Republicans Party Like It’s 1984

The really important thing, however, is not just to realize that Republicans are breaking their promises, but to realize that they are doing so with intent. This isn’t one of those cases where people try to do what they said they would, but fall short in the execution. This is an act of deliberate betrayal: Everything about Trumpcare is specifically designed to do exactly the opposite of what Trump, Paul Ryan and other Republicans said it would.

.. people with incomes over $1 million would save an average of more than $50,000 a year.

And there is a powerful faction within the G.O.P. for whom cutting taxes on the rich is more or less the only thing that matters.

And on a more subjective note, don’t you get the impression that Donald Trump gets some positive pleasure out of taking people who make the mistake of trusting him for a ride?

As for why they think they can get away with it: Well, isn’t recent history on their side?

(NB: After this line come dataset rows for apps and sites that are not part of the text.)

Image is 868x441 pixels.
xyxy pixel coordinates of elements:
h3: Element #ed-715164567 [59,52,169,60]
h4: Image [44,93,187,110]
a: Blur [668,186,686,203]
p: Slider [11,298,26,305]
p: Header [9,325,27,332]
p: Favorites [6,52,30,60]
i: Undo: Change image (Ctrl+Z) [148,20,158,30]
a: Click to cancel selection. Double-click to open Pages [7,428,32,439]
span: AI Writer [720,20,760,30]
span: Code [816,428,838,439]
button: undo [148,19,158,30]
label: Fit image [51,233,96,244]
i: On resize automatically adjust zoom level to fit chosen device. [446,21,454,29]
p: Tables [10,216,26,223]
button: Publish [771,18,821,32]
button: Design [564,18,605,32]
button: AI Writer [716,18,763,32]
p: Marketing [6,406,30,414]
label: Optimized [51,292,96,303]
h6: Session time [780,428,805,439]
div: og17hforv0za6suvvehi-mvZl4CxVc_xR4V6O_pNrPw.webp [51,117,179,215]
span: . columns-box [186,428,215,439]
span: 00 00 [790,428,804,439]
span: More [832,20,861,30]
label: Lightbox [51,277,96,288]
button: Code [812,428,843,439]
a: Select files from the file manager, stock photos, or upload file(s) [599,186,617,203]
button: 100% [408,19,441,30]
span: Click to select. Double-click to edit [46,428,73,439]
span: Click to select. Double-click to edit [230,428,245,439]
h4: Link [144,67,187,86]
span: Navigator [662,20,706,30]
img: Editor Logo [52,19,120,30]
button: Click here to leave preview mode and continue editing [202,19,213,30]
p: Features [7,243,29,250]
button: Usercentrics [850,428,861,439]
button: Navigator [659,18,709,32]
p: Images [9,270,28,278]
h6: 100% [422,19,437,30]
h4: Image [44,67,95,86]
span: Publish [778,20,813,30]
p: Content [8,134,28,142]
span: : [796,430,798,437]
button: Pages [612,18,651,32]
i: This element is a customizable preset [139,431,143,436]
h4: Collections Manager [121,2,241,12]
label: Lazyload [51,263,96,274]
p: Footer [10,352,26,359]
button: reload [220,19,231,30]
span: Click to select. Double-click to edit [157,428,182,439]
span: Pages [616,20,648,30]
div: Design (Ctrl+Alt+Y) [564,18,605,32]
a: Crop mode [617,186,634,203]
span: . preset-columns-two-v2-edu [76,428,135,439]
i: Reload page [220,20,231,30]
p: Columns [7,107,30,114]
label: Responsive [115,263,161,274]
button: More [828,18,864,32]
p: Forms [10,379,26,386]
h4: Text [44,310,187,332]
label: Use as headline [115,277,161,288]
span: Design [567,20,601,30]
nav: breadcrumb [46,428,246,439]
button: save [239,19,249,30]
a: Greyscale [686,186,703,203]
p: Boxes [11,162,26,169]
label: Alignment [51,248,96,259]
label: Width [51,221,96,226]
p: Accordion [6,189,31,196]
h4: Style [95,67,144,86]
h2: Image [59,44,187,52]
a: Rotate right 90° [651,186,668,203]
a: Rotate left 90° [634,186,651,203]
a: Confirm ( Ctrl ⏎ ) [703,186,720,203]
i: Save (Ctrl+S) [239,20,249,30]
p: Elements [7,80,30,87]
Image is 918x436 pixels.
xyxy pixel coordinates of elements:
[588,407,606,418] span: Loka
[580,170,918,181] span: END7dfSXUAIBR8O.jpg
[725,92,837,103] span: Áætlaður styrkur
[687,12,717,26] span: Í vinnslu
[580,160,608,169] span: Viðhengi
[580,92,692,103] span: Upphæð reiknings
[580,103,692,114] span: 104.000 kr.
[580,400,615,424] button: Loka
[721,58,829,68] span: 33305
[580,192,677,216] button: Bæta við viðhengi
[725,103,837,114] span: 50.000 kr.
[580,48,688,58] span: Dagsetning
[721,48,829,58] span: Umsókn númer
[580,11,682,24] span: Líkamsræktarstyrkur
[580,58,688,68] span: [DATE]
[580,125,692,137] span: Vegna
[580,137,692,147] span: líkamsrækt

The general shape of what the G.O.P. would do to health care, for the white working class in particular, has long been obvious, yet many people who were sure to lose, bigly, voted Trump anyway.

Why shouldn’t Republicans believe they can convince those same voters that the terrible things that will happen if Trumpcare becomes law are somehow liberals’ fault?

And for that matter, how confident are you that mainstream media will resist the temptation of both-sides-ism, the urge to produce “balanced” reporting that blurs the awful reality of what Trumpcare will do if enacted?